Tuesday, March 28, 2006

Elementary

From Arthur Conan Doyle's "The Boscombe Valley Mystery" (1891), collected in The New Annotated Sherlock Holmes
"And the murderer?"

"Is a tall man, left-handed, limps with the right leg, wears thick-soled shooting boots and a grey cloak, smokes Indian cigars, uses a cigar-holder, and carries a blunt penknife in his pocket. There are several other indications, but these may be enough to aid us in our search."
If you've ever read any Holmes stories, you didn't even need me to identify the quotation. No other fictional creation could be so rapid, certain, and detailed, while at the same time suggesting that what he's revealed is only the tip of the iceberg.
"We have got to the deductions and the inferences," said Lestrade, winking at me. "I find it hard enough to tackle facts, Holmes, without flying away after theories and fancies."

"You are right," said Holmes demurely; "you do find it hard to tackle the facts."
Stacey and I have been reading Holmes stories aloud to each other on car trips for seven or eight years now. We don't read one on every trip—too often on winter trips we're leaving work right before sundown—but we've gotten through a fair number. We were reading from three or four Oxford World's Classics editions, but on the publication a year or so ago of The New Annotated Sherlock Holmes, we decided to start over at the beginning. We've therefore still got a lot of unread stories ahead of us.

Holmes stories are just about perfect for reading aloud in the car. (My coworker Carrie said she had recently suggested to her husband that they read aloud from Macbeth, but that's of necessity a two-person, home-based activity—too many parts to keep track of with a lone voice. And too much blood for a rental car.) The plots clip along, the dialogue is just stilted enough that one person can read each character's dialogue with reasonable conviction, and Holmes's arrogance rears its charming head often enough that the reading doesn't get monotonous, broken as it is by astonished laughter from reader and listener.

And there seem to be just enough stories, too. Just enough stories that, in fifty, sixty, seventy years of marriage, we could run through them again and again—but not so often that they get repetitive. The plots will become more familiar, but we're really reading for Holmes and Watson, and they, like a good marriage itself, should only become more comfortable—and comforting—with repetition. Watson's wife could be speaking to us all when she argues, in response to his worries that he might be too busy to travel on a case with Holmes:
"You have been looking a little pale lately. I think the change would do you good, and you are always so interested in Mr. Sherlock Holmes's cases."

1 comment:

  1. Speaking of the Oxford World's Classics editions, the ones we have of Sherlock Holmes stories are free to the first reader of this blog who wants them and posts a comment saying so. The New Annotated Sherlock Holmes is such a wonderful book, so lovingly produced, that I'm willing to lug the extra weight around on any trip.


PROBLEM TO SOLVE: Every entry is to be returned exactly as it stands; the pictures are to be dropped.

BEGIN

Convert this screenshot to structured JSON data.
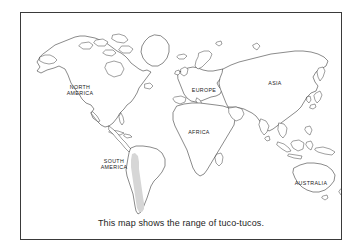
{
  "figure": {
    "kind": "world-map",
    "caption": "This map shows the range of tuco-tucos.",
    "frame_color": "#3a3a3a",
    "background_color": "#ffffff",
    "coastline_color": "#2b2b2b"
  },
  "map": {
    "projection_note": "equirectangular world outline",
    "labels": [
      {
        "id": "north-america",
        "text": "NORTH\nAMERICA",
        "x": 59,
        "y": 74
      },
      {
        "id": "south-america",
        "text": "SOUTH\nAMERICA",
        "x": 93,
        "y": 148
      },
      {
        "id": "europe",
        "text": "EUROPE",
        "x": 183,
        "y": 77
      },
      {
        "id": "africa",
        "text": "AFRICA",
        "x": 178,
        "y": 119
      },
      {
        "id": "asia",
        "text": "ASIA",
        "x": 254,
        "y": 70
      },
      {
        "id": "australia",
        "text": "AUSTRALIA",
        "x": 290,
        "y": 170
      }
    ],
    "range_highlight": {
      "name": "tuco-tuco range",
      "region": "southern South America",
      "fill_color": "#d6d6d6"
    }
  }
}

END

FINISHED TASK:
Convert this screenshot to structured JSON data.
{
  "figure": {
    "kind": "world-map",
    "caption": "This map shows the range of tuco-tucos.",
    "frame_color": "#3a3a3a",
    "background_color": "#ffffff",
    "coastline_color": "#2b2b2b"
  },
  "map": {
    "projection_note": "equirectangular world outline",
    "labels": [
      {
        "id": "north-america",
        "text": "NORTH\nAMERICA",
        "x": 59,
        "y": 74
      },
      {
        "id": "south-america",
        "text": "SOUTH\nAMERICA",
        "x": 93,
        "y": 148
      },
      {
        "id": "europe",
        "text": "EUROPE",
        "x": 183,
        "y": 77
      },
      {
        "id": "africa",
        "text": "AFRICA",
        "x": 178,
        "y": 119
      },
      {
        "id": "asia",
        "text": "ASIA",
        "x": 254,
        "y": 70
      },
      {
        "id": "australia",
        "text": "AUSTRALIA",
        "x": 290,
        "y": 170
      }
    ],
    "range_highlight": {
      "name": "tuco-tuco range",
      "region": "southern South America",
      "fill_color": "#d6d6d6"
    }
  }
}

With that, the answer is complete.